Saturday, June 9, 2012

Lions and Tigers and Bears (Oh My)!

So, this week LinkedIn, eHarmony and Last.FM all had their user password databases hacked. I was potentially affected by the first and by the last. Being married and not overly a fan of eHarmony's working-model, at any rate, I'm not a member of their site.

It used to annoy me when web sites forced you to login with your registered email address rather than your userid. To be honest, I've come to the point where I'd rather they only allowed you to use your email address as your login token. It raises the bar on brute-forcing your account, that way. Not only does an attacker need to guess your password (and I'm generally a fan of four-class pass-phrases), they need to guess your email address, as well (and email addresses tend to be much longer than userids, at any rate).

Granted, if attackers have breached an entire site via the back-end and dumped out the entire user list, they have access to your email address. And, if you use the same email address and password-pair across multiple sites, you're still fairly boned. Fortunately, that's not the case for me. I use unique addresses for each site I register with. So, just because the LinkedIn and Last.FM attackers have my authentication credentials to those two sites, they don't have my credentials to other sites - even if I happened to use the password component across more than one site.

Overall, one of the easiest ways to create unique email addresses is to do a "+TOKEN" email address. Sites like gmail support adding a "+token" to your base email address and still have resultant emails delivered to the base address. As an additional bonus, you can set up delivery-rules to automatically process such emails based on the original target address. Unfortunately, many of the websites I visit consider "ferricoxide+TOKEN@gmail.com" to be an invalid email address. This is just about as annoying as websites that limit me on the password string-length and on the characters I can use. C'mon, guys, this is 2012, not 1992. It's a different security environment out there and you should be doing everything you can to foster good security habits in your users - not hamstring them (this goes double for banks who seem to be the worst offenders with regard to forcing poor userid and password policies).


» **EXERCISE DIRECTIONS**
All pictures are to be dropped, and the remaining data set down exactly.

PROVIDED DATA START

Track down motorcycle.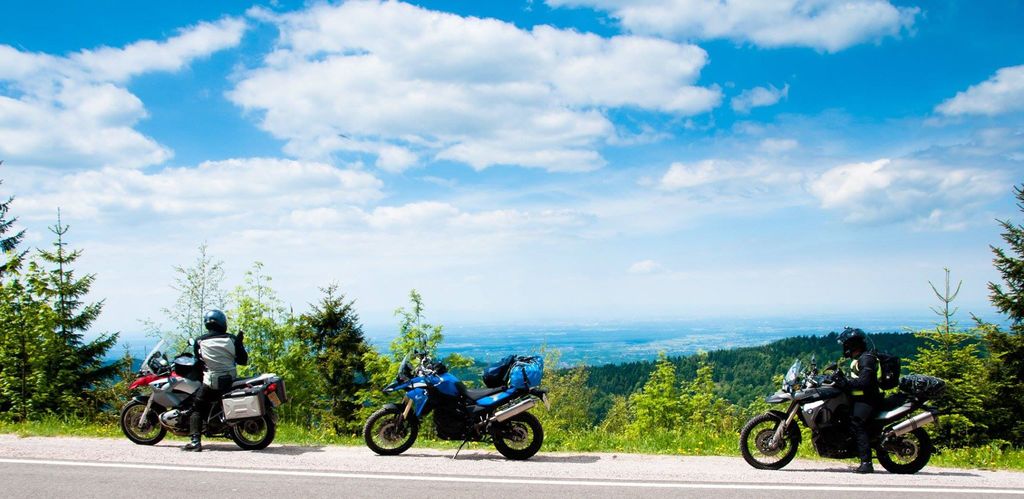
Tracked to select_region(363, 339, 550, 461).
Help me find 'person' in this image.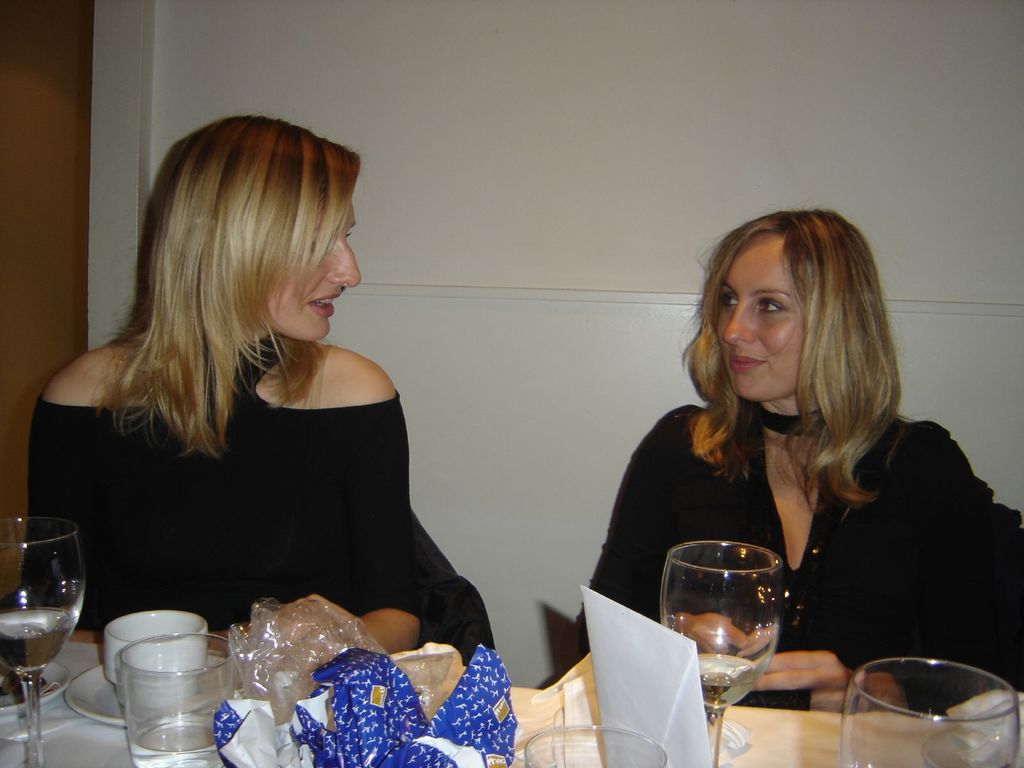
Found it: locate(0, 117, 504, 653).
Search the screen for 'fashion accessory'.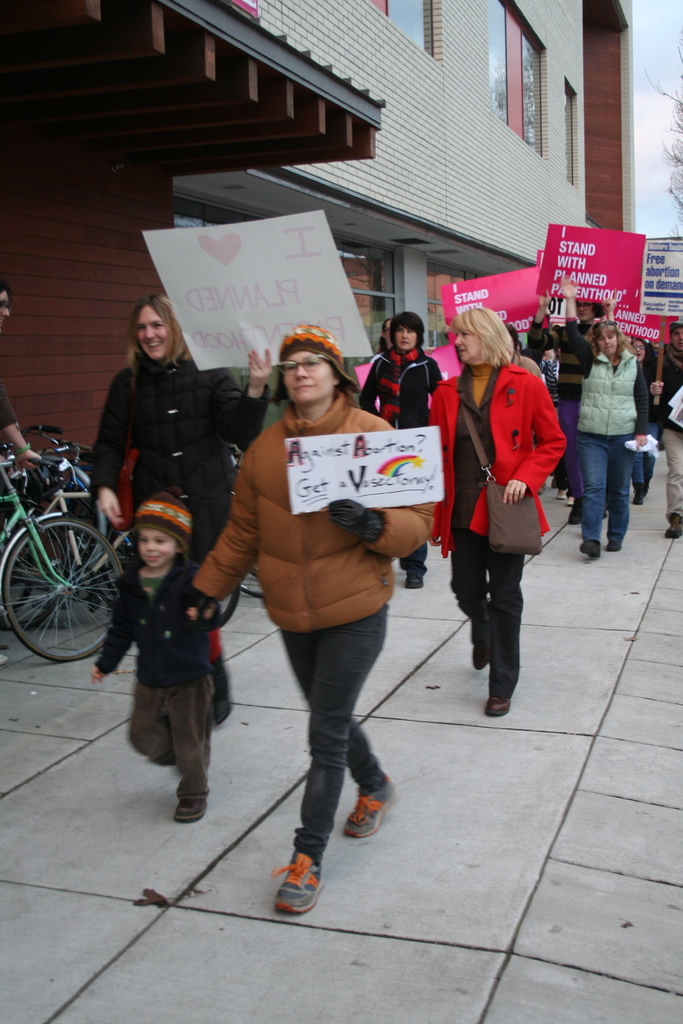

PROVIDED DATA END

» **EXERCISE RESPONSE**
Track down motorcycle.
Tracked to select_region(363, 339, 550, 461).
Help me find 'person' in this image.
Found it: locate(0, 117, 504, 653).
Search the screen for 'fashion accessory'.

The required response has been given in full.